Remains of small sharks have been noticed in the stomach contents of extinct macropredators.
Stomach contents of Livyatan melvillei are not necessary to determine what kind of prey stem physeteriods were targeting in general.
While assessing trophic interactions of Megalodon, expect to see much more than bones of victims bearing dental imprints - all manner of damage actually. One cannot simply expect a Megalodon tooth to only inflict a cut on a bone while driven towards it with staggering forces, expect to see bony structures completely severed, bones cut into fragments and more. Heck, expect to see even broken Megalodon teeth under the weight of predatory pressures.

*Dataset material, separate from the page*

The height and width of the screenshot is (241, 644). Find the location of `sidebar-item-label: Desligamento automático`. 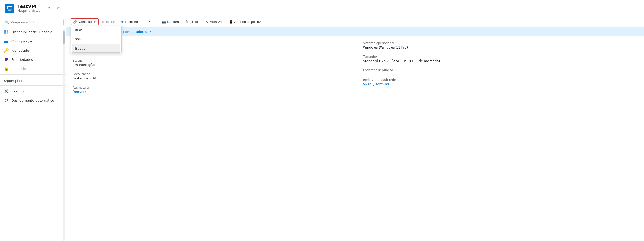

sidebar-item-label: Desligamento automático is located at coordinates (33, 101).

So how can you tell the difference?
I am not even a paleontologist but I can understand how things are.
On the basis of discovery of large but isolated physeteriod teeth, gigantic stem physeteriods were 'suspected' to have existed long before discovery of the Livyatan holotype. For example, Jurassic Fight Club TV show (2008) portray B. shigensis to be in the size range of Livyatan-types and challenging Megalodon for supremacy about 2 years before the discovery of Livyatan holotype.
As pointed out above, Megalodon could disable/kill any whale with a single bite.